If you are afraid of the suffering ahead of you, terrified of tomorrow— if you are afraid to die, Jesus is alive and he is still in Gethsemane praying for the Father to move this cup.
If you cannot quell the voice in the back of your head, if there is something for which you cannot absolve yourself, then hear the good news. Jesus is alive and exactly because he lives he is still on his cross praying, “Father, forgive her.”
If you are wracked with grief or simply still missing a love you lost, because of Easter today is also the day Jesus tells his friends, “I am with you always to the end.”
If you are a prodigal who has squandered your good fortune or an elder brother consumed by resentment or a parent who has messed up your whole family, today might be Easter but because of Easter it’s also the day Jesus promises, “What is lost is going to get found.”
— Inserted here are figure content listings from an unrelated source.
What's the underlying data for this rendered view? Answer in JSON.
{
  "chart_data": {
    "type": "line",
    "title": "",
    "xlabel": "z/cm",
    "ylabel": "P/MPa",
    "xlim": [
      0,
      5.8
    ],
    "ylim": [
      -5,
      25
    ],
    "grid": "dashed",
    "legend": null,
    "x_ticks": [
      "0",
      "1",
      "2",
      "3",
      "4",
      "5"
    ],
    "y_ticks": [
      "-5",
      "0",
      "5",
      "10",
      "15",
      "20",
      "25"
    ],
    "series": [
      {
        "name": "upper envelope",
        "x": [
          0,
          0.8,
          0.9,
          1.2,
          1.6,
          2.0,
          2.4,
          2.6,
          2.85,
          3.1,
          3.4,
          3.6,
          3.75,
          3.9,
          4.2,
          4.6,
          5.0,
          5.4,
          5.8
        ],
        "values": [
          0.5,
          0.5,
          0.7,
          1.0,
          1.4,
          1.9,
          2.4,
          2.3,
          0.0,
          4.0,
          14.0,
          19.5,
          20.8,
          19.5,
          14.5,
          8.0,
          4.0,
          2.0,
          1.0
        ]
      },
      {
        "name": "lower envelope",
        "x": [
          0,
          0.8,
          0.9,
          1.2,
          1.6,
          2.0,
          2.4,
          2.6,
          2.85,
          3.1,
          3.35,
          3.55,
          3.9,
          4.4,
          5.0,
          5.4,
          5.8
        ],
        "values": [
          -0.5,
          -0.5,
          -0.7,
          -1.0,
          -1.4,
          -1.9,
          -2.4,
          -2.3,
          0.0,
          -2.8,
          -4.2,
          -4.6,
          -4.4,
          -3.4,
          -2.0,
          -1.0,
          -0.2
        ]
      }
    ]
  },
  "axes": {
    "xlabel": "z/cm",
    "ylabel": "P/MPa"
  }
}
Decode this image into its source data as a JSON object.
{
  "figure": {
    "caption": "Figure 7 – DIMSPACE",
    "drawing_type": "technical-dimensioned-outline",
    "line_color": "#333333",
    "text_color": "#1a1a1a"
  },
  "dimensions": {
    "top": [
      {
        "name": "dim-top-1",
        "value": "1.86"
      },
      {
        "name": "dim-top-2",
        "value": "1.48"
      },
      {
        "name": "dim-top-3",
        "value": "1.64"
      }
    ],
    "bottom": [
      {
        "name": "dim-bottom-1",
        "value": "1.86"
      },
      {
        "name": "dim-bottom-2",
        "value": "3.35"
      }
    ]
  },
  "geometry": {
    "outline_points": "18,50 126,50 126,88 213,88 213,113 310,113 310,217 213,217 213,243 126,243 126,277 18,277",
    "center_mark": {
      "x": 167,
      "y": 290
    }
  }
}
God resurrects not his remains but Christ’s entire life.
For eternity.
Therefore:
If you are an addict of the hopeless variety, Jesus is in the wilderness right now facing down the tempter’s lure. If you feel invisible, forgotten, stigmatized, he is right now seeing the woman in the crowd by asking, “Who touched me?” If you feel ashamed, he is right now— because he is risen indeed— saying, “Neither do I condemn you.” If you are anxious about the state of the world or frustrated with the state of our politics, because he is alive, right now Jesus is calling King Herod a fox and right now he has nothing at all to say to Pontius Pilate. And if you struggle to believe this, Jesus is right now accepting the meager faith of a frantic father who says “I believe; help my unbelief.”
Christ is risen.
He is risen indeed.
He is the Resurrection and the Life.
Today is Easter. And because of Easter every one of your days can be any of his days. Every moment of his life is alive for you as you need it. Exactly because he is risen indeed, even though it is Easter, today he can nevertheless say to you:
“Patricia, Peter do not be afraid.”
“Kelly, I will not leave you orphaned.”
“Dennis, I want to heal you.”
“DJ, Blair, you are worth more than many sparrows.”
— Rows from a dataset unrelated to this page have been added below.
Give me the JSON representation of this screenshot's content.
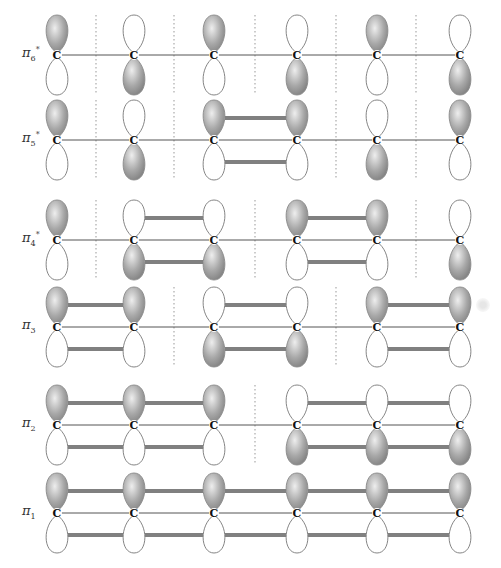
{
  "diagram": {
    "atom_label": "C",
    "atom_x": [
      57,
      134,
      214,
      297,
      377,
      460
    ],
    "colors": {
      "shaded_lobe": "#9a9a9a",
      "shaded_lobe_light": "#e8e8e8",
      "empty_lobe_stroke": "#777777",
      "bond_line": "#555555",
      "overlap_bar": "#808080",
      "node_line": "#aaaaaa"
    },
    "orbitals": [
      {
        "name": "pi6*",
        "label": "π",
        "sub": "6",
        "sup": "*",
        "y": 55,
        "phases": [
          "+",
          "-",
          "+",
          "-",
          "+",
          "-"
        ],
        "nodes_x": [
          96,
          174,
          255,
          336,
          416
        ],
        "overlaps": []
      },
      {
        "name": "pi5*",
        "label": "π",
        "sub": "5",
        "sup": "*",
        "y": 140,
        "phases": [
          "+",
          "-",
          "+",
          "+",
          "-",
          "+"
        ],
        "nodes_x": [
          96,
          174,
          336,
          416
        ],
        "overlaps": [
          [
            2,
            3
          ]
        ]
      },
      {
        "name": "pi4*",
        "label": "π",
        "sub": "4",
        "sup": "*",
        "y": 240,
        "phases": [
          "+",
          "-",
          "-",
          "+",
          "+",
          "-"
        ],
        "nodes_x": [
          96,
          255,
          416
        ],
        "overlaps": [
          [
            1,
            2
          ],
          [
            3,
            4
          ]
        ]
      },
      {
        "name": "pi3",
        "label": "π",
        "sub": "3",
        "sup": "",
        "y": 327,
        "phases": [
          "+",
          "+",
          "-",
          "-",
          "+",
          "+"
        ],
        "nodes_x": [
          174,
          336
        ],
        "overlaps": [
          [
            0,
            1
          ],
          [
            2,
            3
          ],
          [
            4,
            5
          ]
        ]
      },
      {
        "name": "pi2",
        "label": "π",
        "sub": "2",
        "sup": "",
        "y": 425,
        "phases": [
          "+",
          "+",
          "+",
          "-",
          "-",
          "-"
        ],
        "nodes_x": [
          255
        ],
        "overlaps": [
          [
            0,
            1
          ],
          [
            1,
            2
          ],
          [
            3,
            4
          ],
          [
            4,
            5
          ]
        ]
      },
      {
        "name": "pi1",
        "label": "π",
        "sub": "1",
        "sup": "",
        "y": 513,
        "phases": [
          "+",
          "+",
          "+",
          "+",
          "+",
          "+"
        ],
        "nodes_x": [],
        "overlaps": [
          [
            0,
            1
          ],
          [
            1,
            2
          ],
          [
            2,
            3
          ],
          [
            3,
            4
          ],
          [
            4,
            5
          ]
        ]
      }
    ]
  }
}
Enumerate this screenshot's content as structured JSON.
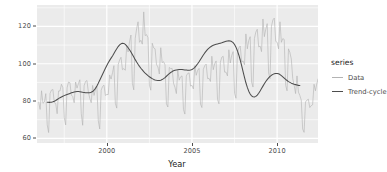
{
  "chart_data": {
    "type": "line",
    "title": "",
    "xlabel": "Year",
    "ylabel": "New orders index",
    "xlim": [
      1995.9,
      2012.4
    ],
    "ylim": [
      57.5,
      131.5
    ],
    "xticks": [
      2000,
      2005,
      2010
    ],
    "xtick_labels": [
      "2000",
      "2005",
      "2010"
    ],
    "yticks": [
      60,
      80,
      100,
      120
    ],
    "ytick_labels": [
      "60",
      "100",
      "80",
      "120"
    ],
    "grid": true,
    "grid_major": true,
    "grid_minor": true,
    "legend_position": "right",
    "legend_title": "series",
    "panel_background": "#EBEBEB",
    "gridline_color": "#FFFFFF",
    "series": [
      {
        "name": "Data",
        "color": "#B3B3B3",
        "x_start": 1996.0,
        "x_step": 0.0833333,
        "values": [
          79.4,
          75.5,
          85.5,
          78.8,
          79.5,
          84.0,
          67.2,
          63.1,
          84.1,
          85.9,
          86.2,
          79.1,
          78.7,
          73.2,
          85.4,
          85.4,
          89.0,
          87.2,
          71.1,
          67.2,
          87.1,
          90.2,
          89.8,
          83.2,
          82.4,
          79.1,
          90.2,
          86.9,
          89.4,
          91.4,
          73.2,
          67.0,
          88.2,
          90.5,
          91.0,
          84.8,
          81.4,
          79.1,
          88.4,
          83.0,
          86.4,
          88.0,
          69.4,
          65.0,
          85.8,
          87.8,
          88.5,
          83.0,
          83.5,
          83.5,
          94.0,
          91.8,
          95.2,
          99.0,
          78.8,
          76.2,
          99.5,
          102.0,
          103.5,
          96.8,
          97.4,
          96.5,
          109.5,
          106.3,
          111.8,
          115.4,
          89.5,
          86.0,
          113.6,
          118.8,
          122.5,
          111.5,
          112.6,
          110.5,
          127.8,
          115.1,
          115.6,
          114.0,
          88.5,
          85.8,
          111.0,
          108.5,
          108.0,
          99.5,
          98.3,
          94.5,
          108.6,
          100.6,
          101.1,
          99.4,
          78.5,
          76.8,
          98.0,
          97.4,
          97.5,
          89.5,
          87.4,
          84.0,
          96.4,
          91.2,
          93.0,
          93.5,
          75.4,
          73.0,
          93.5,
          94.8,
          95.1,
          88.0,
          88.4,
          86.5,
          99.0,
          93.8,
          96.5,
          97.5,
          78.4,
          76.5,
          97.0,
          99.0,
          99.8,
          92.0,
          92.2,
          90.5,
          104.0,
          96.8,
          100.0,
          101.5,
          80.8,
          78.5,
          100.8,
          103.5,
          104.0,
          95.5,
          95.5,
          93.5,
          107.5,
          100.4,
          104.5,
          106.5,
          84.2,
          81.5,
          105.8,
          108.5,
          109.5,
          101.0,
          101.5,
          99.5,
          116.0,
          108.0,
          112.5,
          114.5,
          90.2,
          87.5,
          113.5,
          117.0,
          118.5,
          109.0,
          109.5,
          106.5,
          124.0,
          114.5,
          118.5,
          121.5,
          95.0,
          92.0,
          120.0,
          123.5,
          124.5,
          112.0,
          111.5,
          108.0,
          122.5,
          111.5,
          113.5,
          113.0,
          88.5,
          85.5,
          108.0,
          106.0,
          102.5,
          92.0,
          88.5,
          84.0,
          93.5,
          84.8,
          83.0,
          80.5,
          65.0,
          63.2,
          79.5,
          80.5,
          81.0,
          76.5,
          77.5,
          78.0,
          89.0,
          85.5,
          89.5,
          92.0,
          73.5,
          71.0,
          92.5,
          95.5,
          97.0,
          90.5,
          91.5,
          89.5,
          103.0,
          95.5,
          99.0,
          99.5,
          79.0,
          76.5,
          97.0,
          98.5,
          98.0,
          90.0,
          90.5,
          88.0,
          99.5,
          92.5,
          95.0,
          94.5,
          76.0,
          74.5,
          93.0,
          94.0,
          93.5,
          88.0,
          88.5,
          87.5,
          96.5,
          92.0,
          93.5,
          92.5,
          88.0
        ]
      },
      {
        "name": "Trend-cycle",
        "color": "#4D4D4D",
        "x_start": 1996.5,
        "x_step": 0.0833333,
        "values": [
          79.4,
          79.3,
          79.3,
          79.4,
          79.6,
          79.9,
          80.3,
          80.8,
          81.3,
          81.8,
          82.2,
          82.6,
          82.9,
          83.2,
          83.5,
          83.8,
          84.1,
          84.4,
          84.6,
          84.8,
          85.0,
          85.1,
          85.1,
          85.0,
          84.9,
          84.7,
          84.6,
          84.5,
          84.4,
          84.4,
          84.5,
          84.7,
          85.1,
          85.8,
          86.8,
          88.1,
          89.6,
          91.2,
          92.8,
          94.4,
          96.0,
          97.6,
          99.1,
          100.5,
          101.8,
          103.0,
          104.2,
          105.5,
          106.8,
          108.0,
          109.2,
          110.1,
          110.7,
          111.0,
          110.9,
          110.4,
          109.6,
          108.6,
          107.5,
          106.3,
          105.0,
          103.6,
          102.2,
          100.9,
          99.7,
          98.6,
          97.6,
          96.7,
          95.8,
          95.0,
          94.3,
          93.6,
          93.0,
          92.5,
          92.0,
          91.6,
          91.3,
          91.1,
          91.0,
          91.0,
          91.2,
          91.5,
          92.0,
          92.6,
          93.3,
          94.0,
          94.7,
          95.3,
          95.8,
          96.2,
          96.5,
          96.7,
          96.8,
          96.9,
          96.9,
          96.9,
          96.8,
          96.7,
          96.6,
          96.5,
          96.5,
          96.6,
          96.9,
          97.4,
          98.1,
          99.0,
          100.0,
          101.1,
          102.3,
          103.5,
          104.7,
          105.8,
          106.8,
          107.7,
          108.4,
          109.0,
          109.5,
          109.9,
          110.2,
          110.4,
          110.6,
          110.8,
          111.0,
          111.2,
          111.5,
          111.8,
          112.0,
          112.2,
          112.3,
          112.2,
          111.9,
          111.3,
          110.3,
          108.9,
          107.0,
          104.7,
          102.0,
          99.0,
          95.8,
          92.7,
          89.8,
          87.3,
          85.3,
          83.8,
          82.8,
          82.3,
          82.2,
          82.5,
          83.2,
          84.2,
          85.4,
          86.7,
          88.0,
          89.3,
          90.5,
          91.5,
          92.4,
          93.2,
          93.8,
          94.3,
          94.6,
          94.8,
          94.8,
          94.6,
          94.2,
          93.6,
          93.0,
          92.3,
          91.6,
          91.0,
          90.4,
          90.0,
          89.6,
          89.3,
          89.0,
          88.8,
          88.6,
          88.4,
          88.3
        ]
      }
    ]
  },
  "axes": {
    "ylabel": "New orders index",
    "xlabel": "Year",
    "ytick_labels": [
      "120",
      "100",
      "80",
      "60"
    ],
    "xtick_labels": [
      "2000",
      "2005",
      "2010"
    ]
  },
  "legend": {
    "title": "series",
    "items": [
      {
        "label": "Data",
        "color": "#B3B3B3"
      },
      {
        "label": "Trend-cycle",
        "color": "#4D4D4D"
      }
    ]
  }
}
“Pat, your sins are forgiven.”
“Bill, you will be with me in paradise.”
“Jason, this illness will not end in death.”
I believe Christ is risen indeed not because the Bible tells me so but because I have met him, yet I am not the only one to have met him. Nor is Mary Magdalene the only one to have touched him. Don’t believe me? Come to the table. He is more now than we have known him to be. He is on the table because the table is in him.